Sen. Tom Daschle's Speech Text
Aug. 15 -- Senate Minority Leader Tom Daschle addressed the Democratic National Convention tonight to rally the party faithful. Read a full transcript of his prepared remarks here.
Sen. Tom Daschle:
There is something very special about Democratic conventions. They are a chance to celebrate the two extraordinary strengths of our party: our ideas and our leaders.
Democrats have always known that America’s families and our communities are stronger together than they are separately. In the last century, this powerful idea gave America the minimum wage and the 40-hour work week.
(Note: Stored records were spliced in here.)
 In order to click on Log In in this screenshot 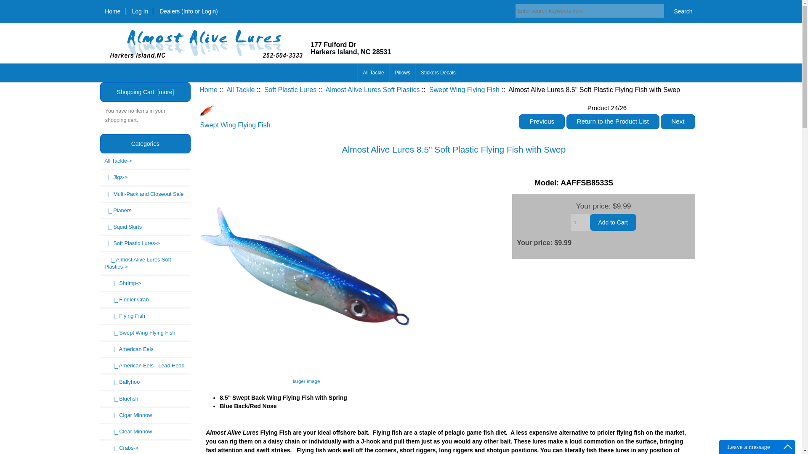, I will do `click(402, 73)`.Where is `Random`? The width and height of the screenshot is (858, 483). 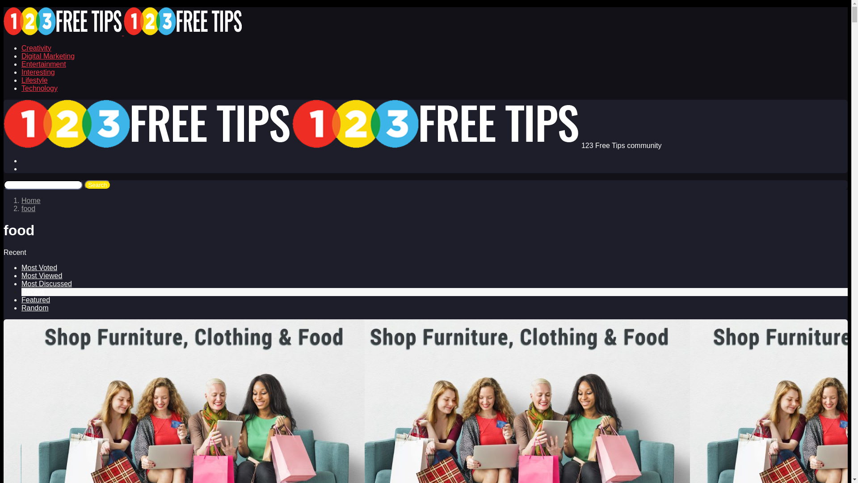
Random is located at coordinates (35, 307).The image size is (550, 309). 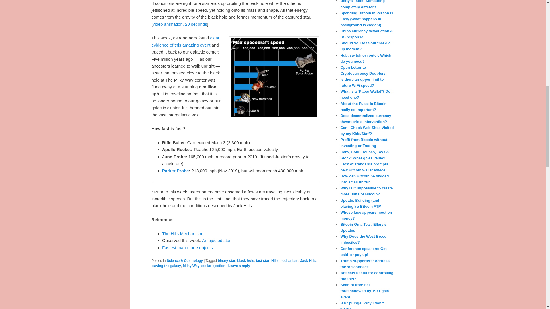 I want to click on The Hills Mechanism, so click(x=182, y=234).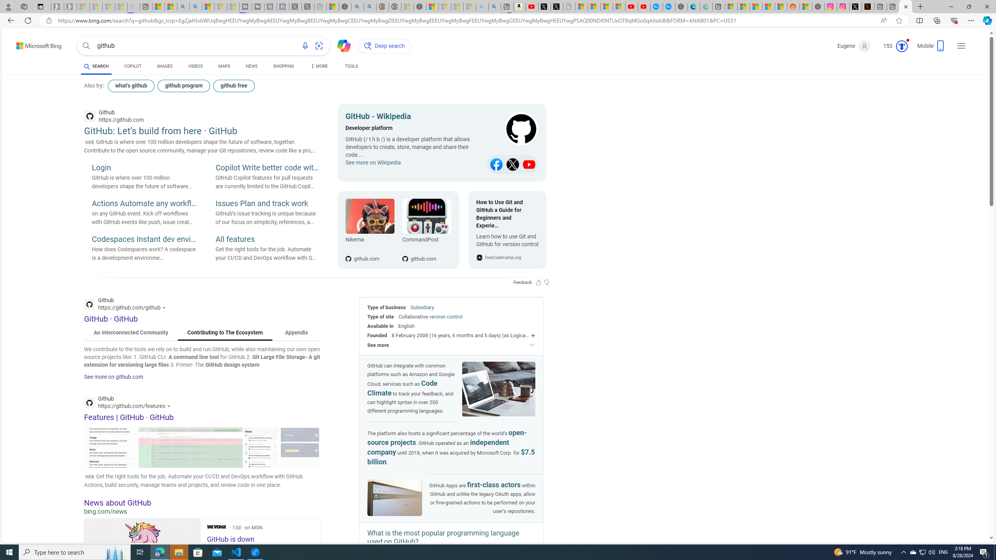  Describe the element at coordinates (319, 46) in the screenshot. I see `Search using an image` at that location.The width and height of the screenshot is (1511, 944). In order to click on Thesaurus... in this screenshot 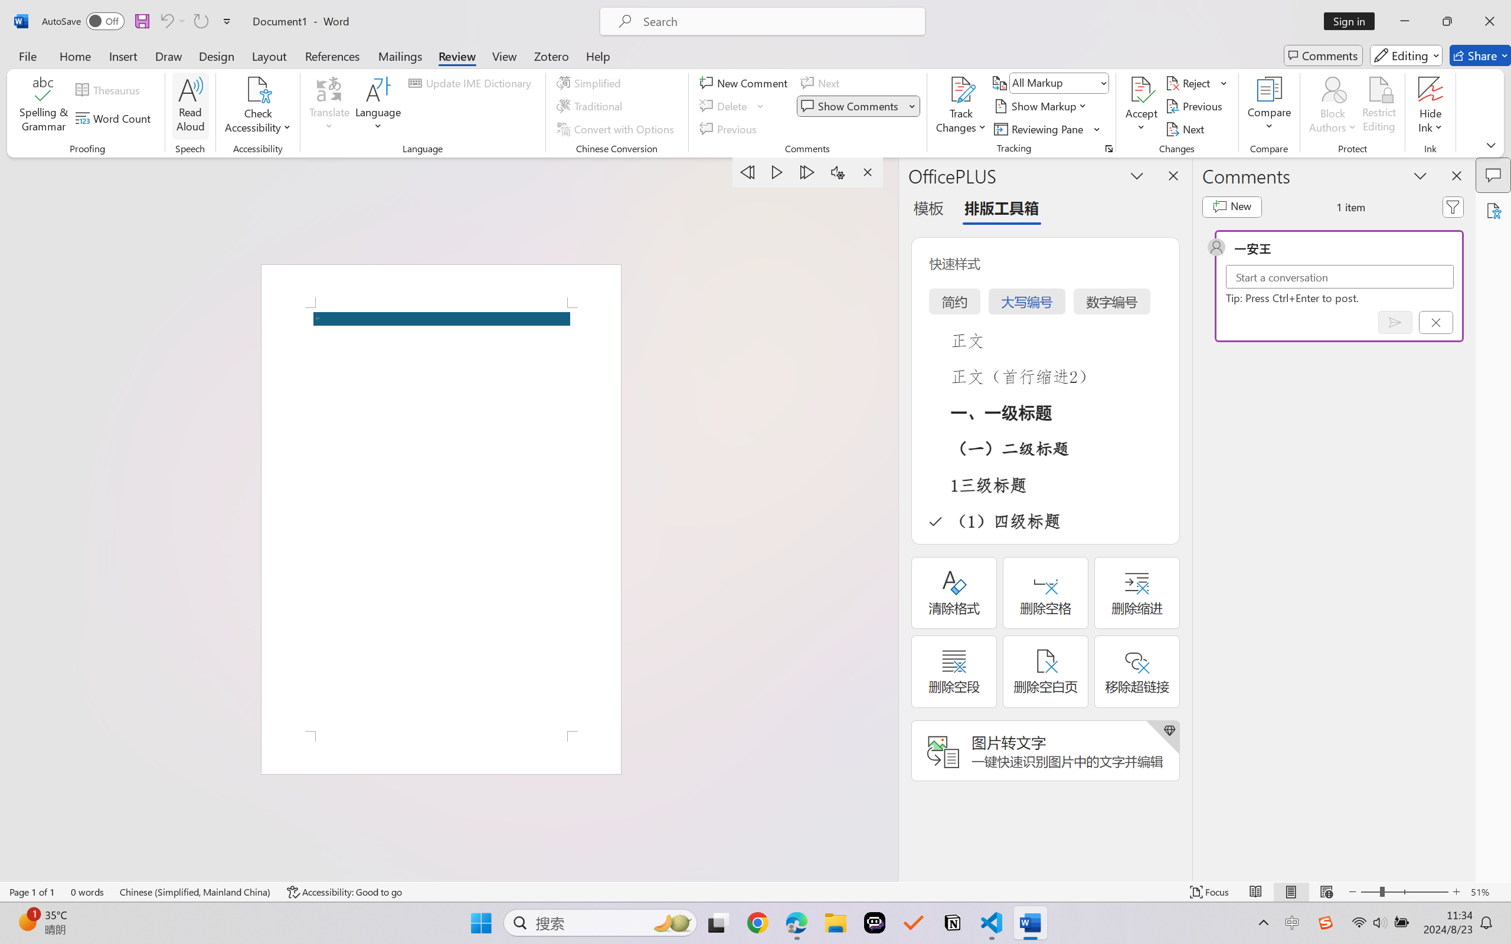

This powerful idea, our idea, gave America Social Security and Medicare. Our ideas advanced the civil rights movement and the equal rights struggle.
In the last century, Democrats proposed these ideas — and Republicans opposed them — each of them, every chance they got. They’re still doing it today. But they were wrong then. And they are wrong now. Our ideas are law now because they are right, and because strong leaders fought for them. We know their names: Woodrow Wilson, Franklin Roosevelt, Harry Truman, John Kennedy, Lyndon Johnson, Jimmy Carter, Bill Clinton.
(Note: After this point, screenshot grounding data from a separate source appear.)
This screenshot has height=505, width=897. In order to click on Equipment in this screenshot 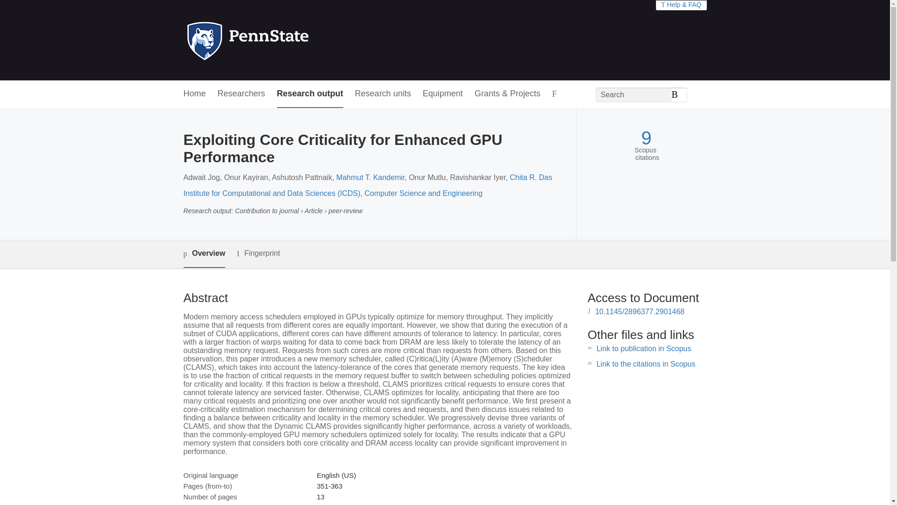, I will do `click(443, 94)`.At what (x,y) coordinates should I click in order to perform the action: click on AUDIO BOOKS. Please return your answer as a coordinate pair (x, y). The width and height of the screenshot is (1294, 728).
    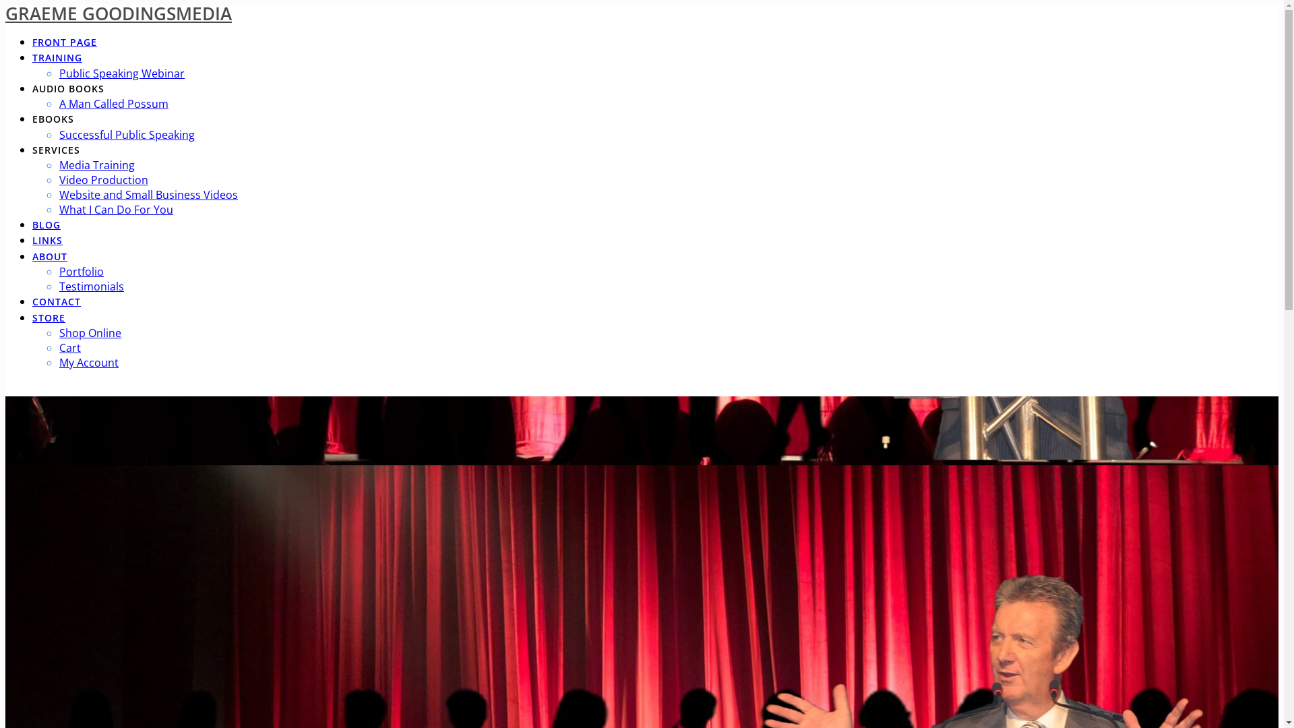
    Looking at the image, I should click on (69, 90).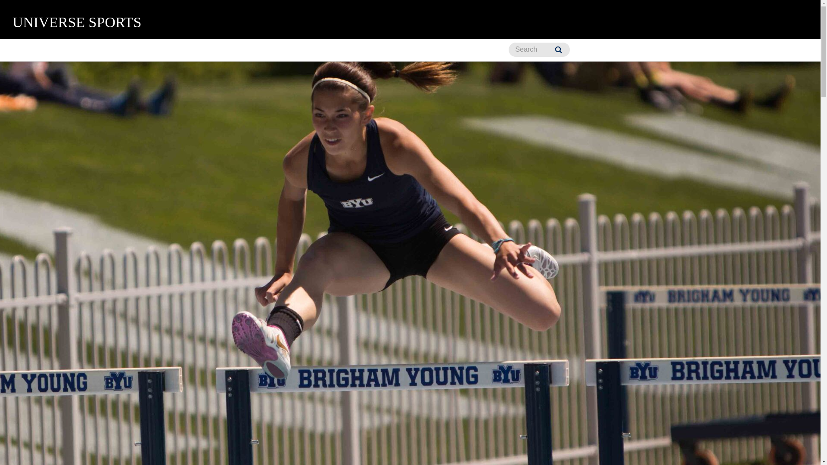  Describe the element at coordinates (78, 50) in the screenshot. I see `Basketball` at that location.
There’s a wonderful movie, The Straight Story. It’s about an old farmer named Alvin Straight. He wants to see his brother one last time to make peace before one of them dies — only Alvin can’t drive anymore because his eyes are bad and his hips are worse. So he rides his John Deere lawn mower nearly 300 miles. On the road, he meets a young woman who’s in a lot of trouble. He tells her that when his children were little, he would hand them a stick, and tell them to break it. And they would, just like that. Then, he’d put the sticks in a bundle and ask his kids to break it. They couldn’t. He gave them some advice: “That bundle is family. “That bundle is our community. We are stronger together than we are alone.” That is the simplest description I know of our party’s core belief.